Accurate ECG analysis can prioritize limited serological testing capacity for Chagas disease, potentially improving early detection and treatment outcomes. We present a robust algorithm for identifying Chagas cases from 12-lead ECGs.
Training data comprised the official Challenge dataset, including the heterogeneous CODE-15%, SaMi-Trop, and PTB-XL ECG datasets. Minimal signal preprocessing was performed, imputing missing age (mean 50), but no explicit filtering, resampling, or normalization was applied. We extracted seven demographic and ECG-derived features: Age, Sex (one-hot encoded into 3 features), signal mean, standard deviation, and frequency-robust Standard Deviation of Normal-to-Normal intervals (SDNN) calculated robustly across native sampling frequencies (100 Hz, 400 Hz, 500 Hz). A gradient-boosting classifier (XGBoost) was employed for its robustness to overfitting and imbalanced data. Combining minimal preprocessing with a rigorously tuned gradient-boosting model trained on 7 basic features (including frequency-robust SDNN using native sampling rates) demonstrated robustness on heterogeneous ECG data. Optuna optimized hyperparameters (e.g., n_estimators, learning_rate) by maximizing mean 10-fold stratified CV Area Under the Receiver Operating Characteristic Curve (AUROC), using scale_pos_weight by weighting minority positive class to mitigate majority class bias. Final threshold (0.60) was determined via 5-fold stratified CV, explicitly optimizing the F1-score to tailor predictions for task-specific TPR@Top5% evaluation metric.

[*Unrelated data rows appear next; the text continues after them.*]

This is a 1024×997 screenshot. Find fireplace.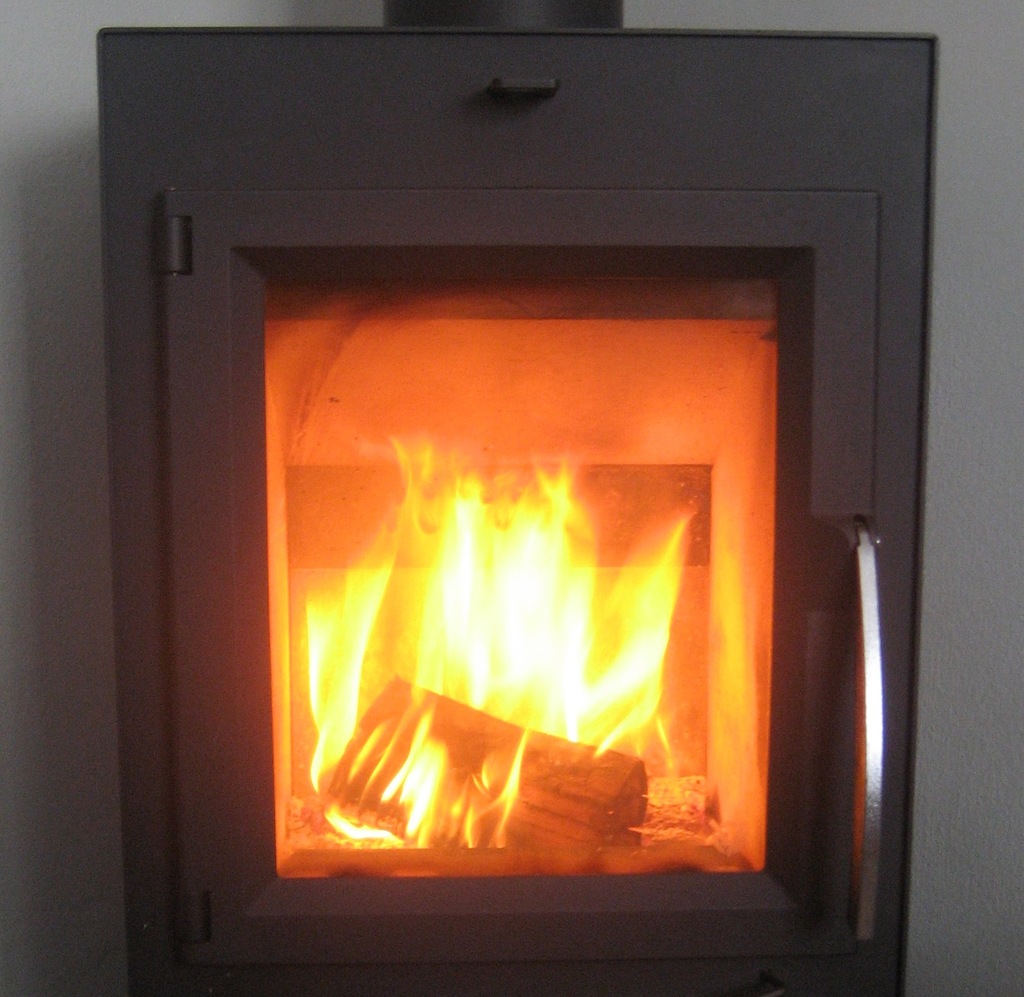
Bounding box: {"x1": 98, "y1": 0, "x2": 941, "y2": 996}.
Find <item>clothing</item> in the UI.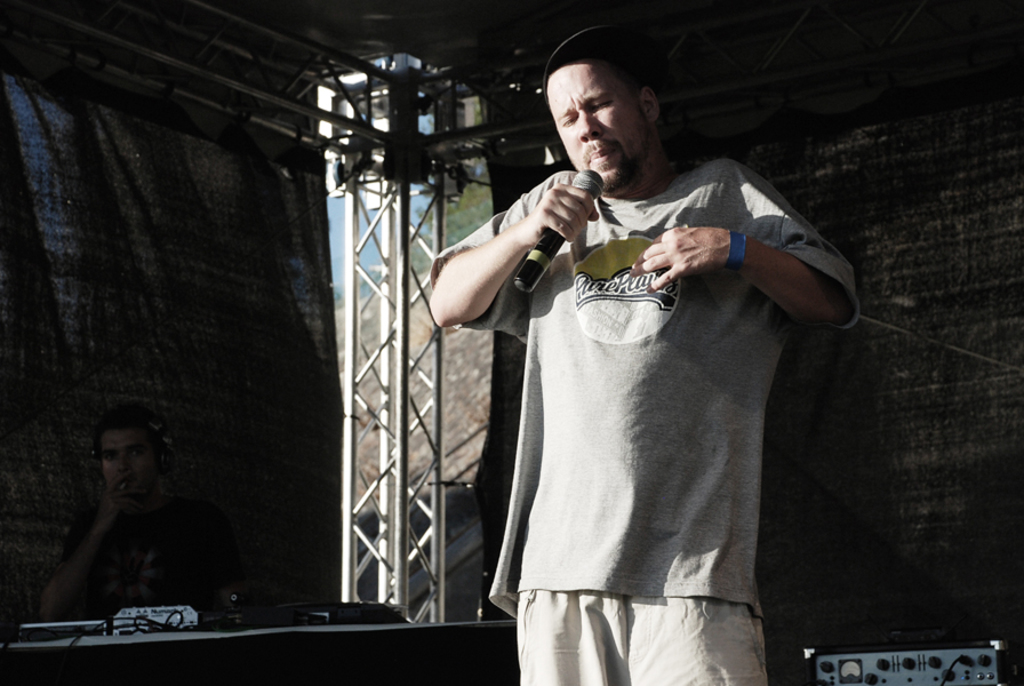
UI element at bbox=(504, 137, 858, 665).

The hyperparameter optimization yielded a mean AUROC of 0.756 ± 0.02. Cross-validated True Positive Rate at 5% highest probabilities (TPR@Top5%) was 0.412, albeit with high variance (± 0.52, threshold 0.60). The model achieved leaderboard score of 0.461 (Team: Deakin_ML_Team) in the unofficial challenge phase.

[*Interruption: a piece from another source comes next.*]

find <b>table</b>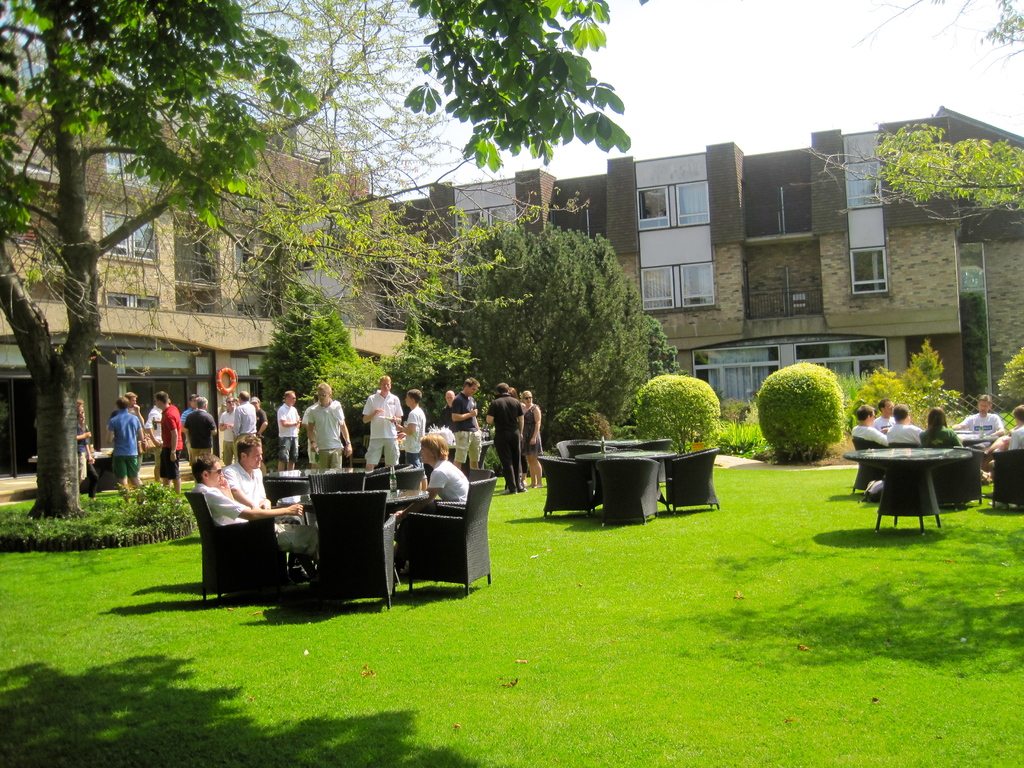
268:471:381:500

Our systematically tuned gradient-boosting model, using 7 basic features, demonstrates robust performance despite minimal preprocessing. It confirms that optimized machine learning offers a promising approach to effectively guide Chagas testing in resource-limited settings using ECG data. Official phase work includes developing Transformer models that address weak labels and exploring advanced feature extraction to advance Chagas screening.